Friday, April 29, 2011

watchers, wedding, parties





















While these people are watching a game of rugby I photograph their shadows which cross the touchline.

One of the surprises during today's Royal Wedding is the fly-past above the Mall when the newly augmented Royal Family appears on the balcony of Buckingham Palace, though it might have been predictable, is the fly-past of a Lancaster bomber flanked by a Spitfire and Hurricane. The sight of these aircraft always tugs at the heart.  So too, the cheerful crowds lining the streets and the familiar forms of the ceremony itself. The words of The Book of Common Prayer remain precise and resonant "... was ordained for the mutual society, help and comfort, the one ought to have of the other, both in prosperity and adversity."  Though in the long run it is seldom achieved, the ideal of matrimony  are not expressed much better than that.

Street parties spring up here and there. In Sutherland Road,  there is a barbecue, trestle tables have been set up and pennants hang in front of some of the houses. The smell of burning sausages teases the appetite. In The Grove there is a tea party (not the  American variety). People chat and offer slices of cake to one another. Eleven years into the new one there is a sense that the old century is still alive, though without its horrors.

Posted by Picasa

4 comments:

CC said...

Love this shadow photo.

Lucy said...

I enjoyed it too.

Roderick Robinson said...

I think you touch on a significant point: the expressions of the wedding service are an ideal not a prescription. The use of "shall" in the more common version surely implies proscription as a result of failure. I didn't watch any of it intentionally though it was impossible to escape on subsequent news bulletins. It is of course right that an ideal should be invoked and that everyone should be happy on Day One at least. But I kept on wishing for just a touch of reality: human beings are fallible and the length of time implied is long. Perhaps it is too much to talk about happiness glimpsed, temporarily lost then re-glimpsed. The alternative is to write about it I suppose.

Unknown said...

Among the criticisms with which I agree was the dreariness of the music (Jersualem excepted) which prompted the irreverent remark of a German newspaper that perhaps they were rehearsing for The Queen's funeral.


▶ **The task**: With pictures excluded, retype exactly every line from the one containing "Locate an element on the screen." to the end of the records below.

[Stored items]
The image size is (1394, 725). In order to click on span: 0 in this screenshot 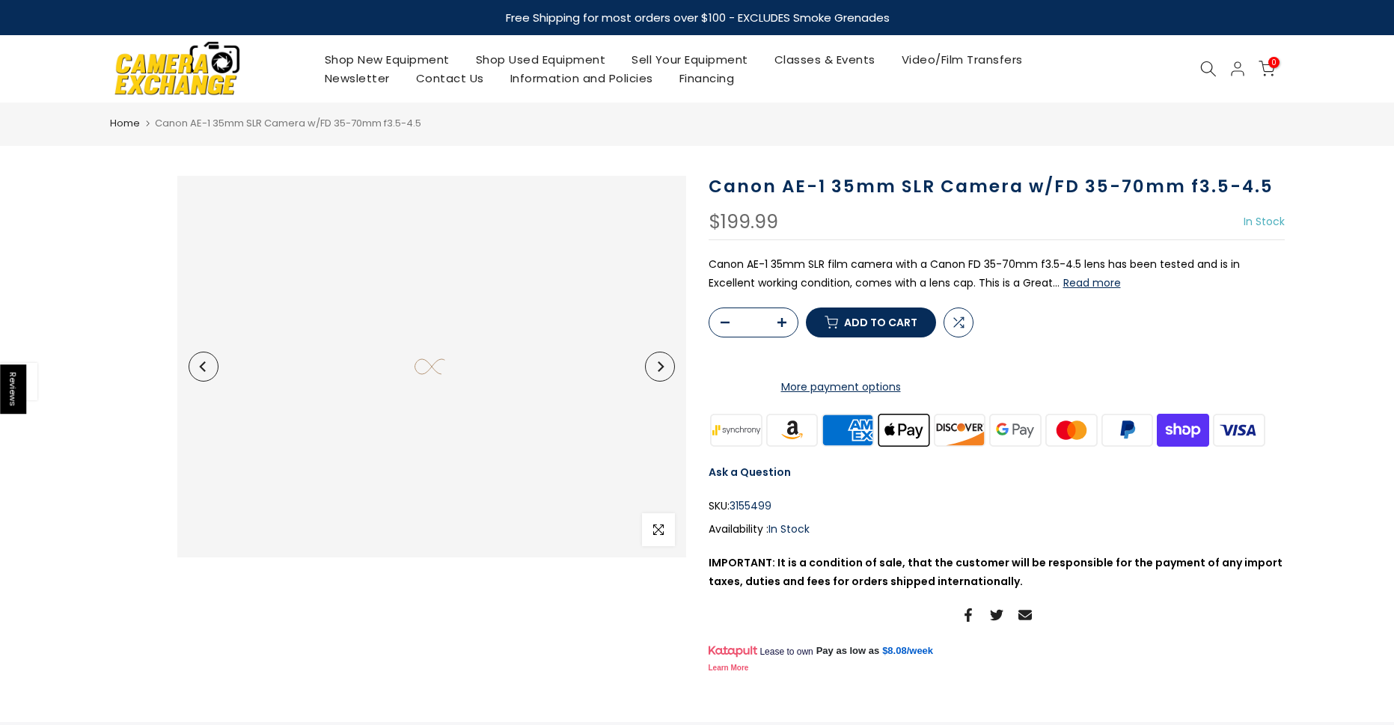, I will do `click(1273, 62)`.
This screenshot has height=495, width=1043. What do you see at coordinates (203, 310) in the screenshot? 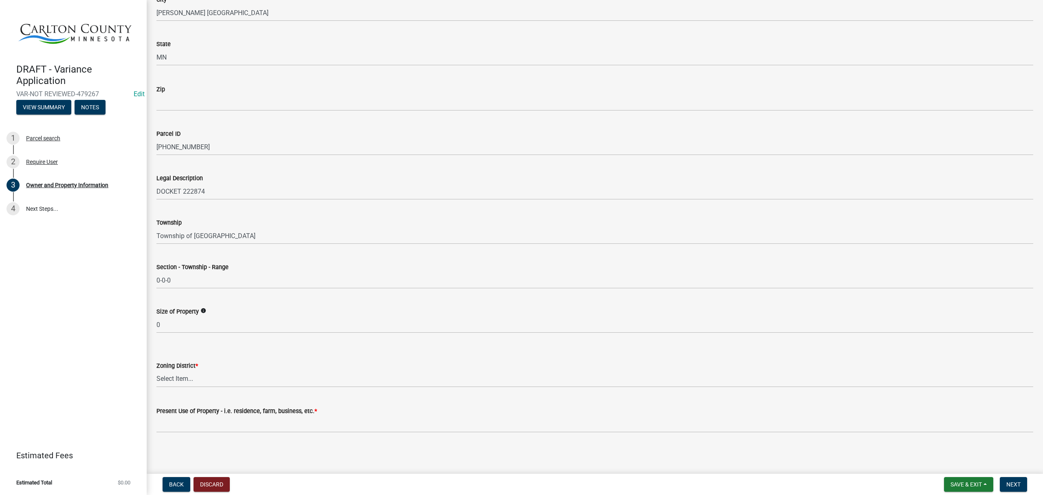
I see `i: info` at bounding box center [203, 310].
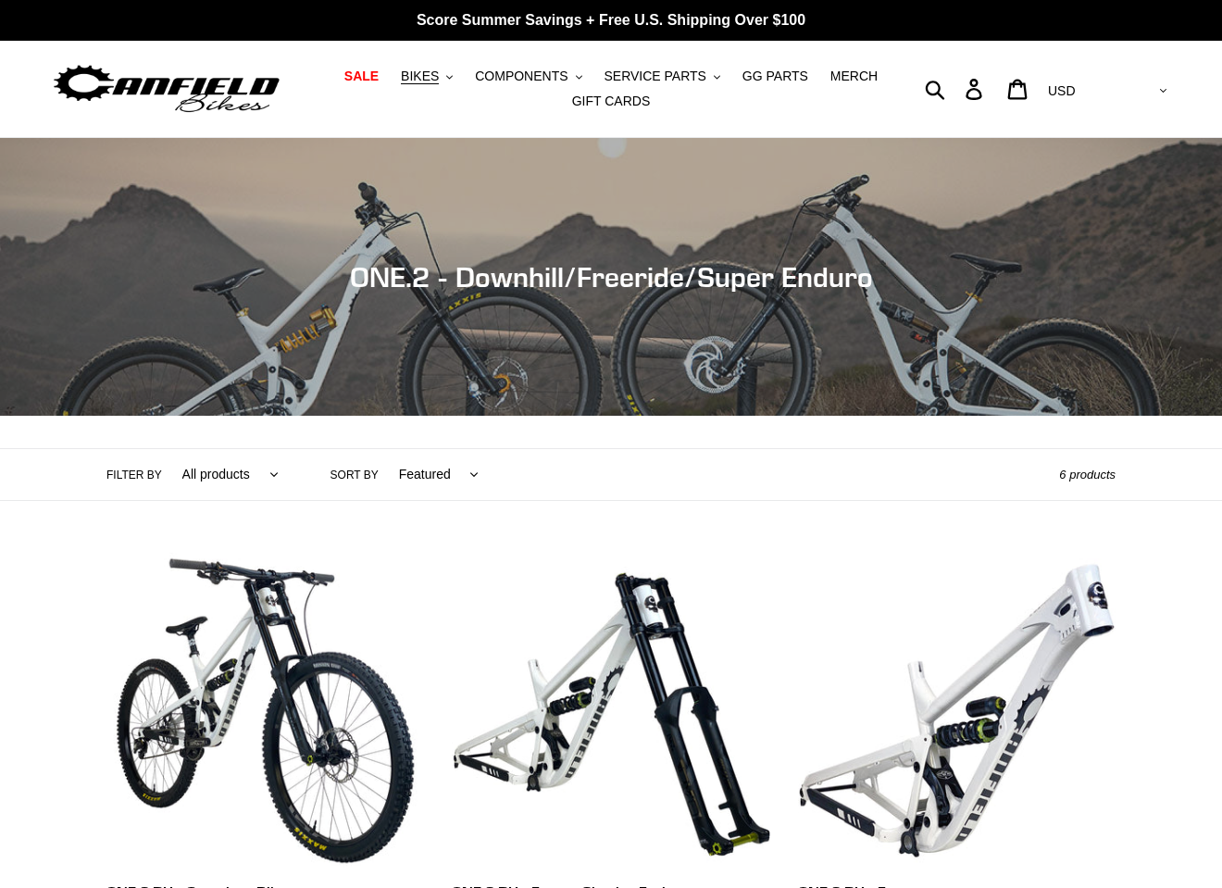  What do you see at coordinates (661, 76) in the screenshot?
I see `button: SERVICE PARTS` at bounding box center [661, 76].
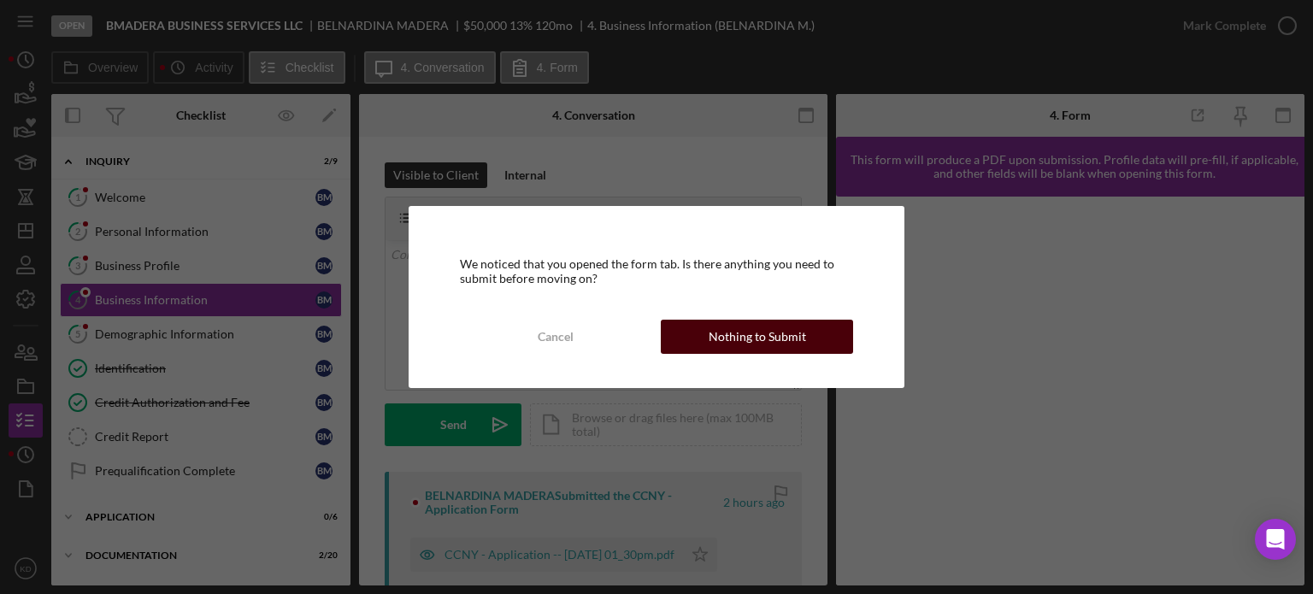 The image size is (1313, 594). What do you see at coordinates (1276, 540) in the screenshot?
I see `div: Open Intercom Messenger` at bounding box center [1276, 540].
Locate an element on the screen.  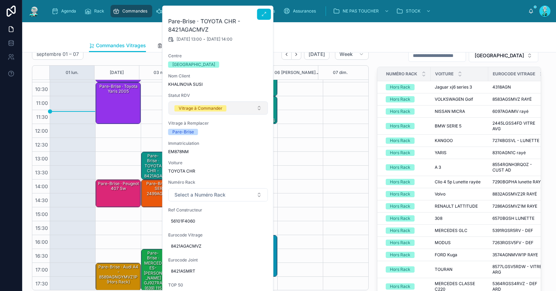
span: NISSAN MICRA is located at coordinates (449, 111).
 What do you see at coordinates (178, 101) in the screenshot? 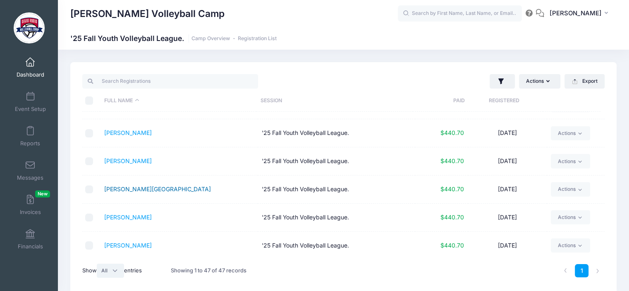
I see `th: Full Name: activate to sort column descending` at bounding box center [178, 101].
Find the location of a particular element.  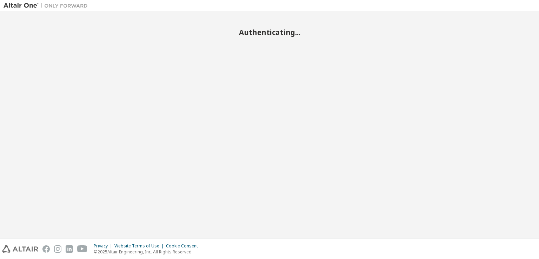

img: linkedin.svg is located at coordinates (69, 249).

▶ **Output for this exercise**:
Locate an element on the screen.  
span: NISSAN MICRA is located at coordinates (449, 111).
 What do you see at coordinates (178, 101) in the screenshot? 
I see `th: Full Name: activate to sort column descending` at bounding box center [178, 101].
Find the location of a particular element.  

img: linkedin.svg is located at coordinates (69, 249).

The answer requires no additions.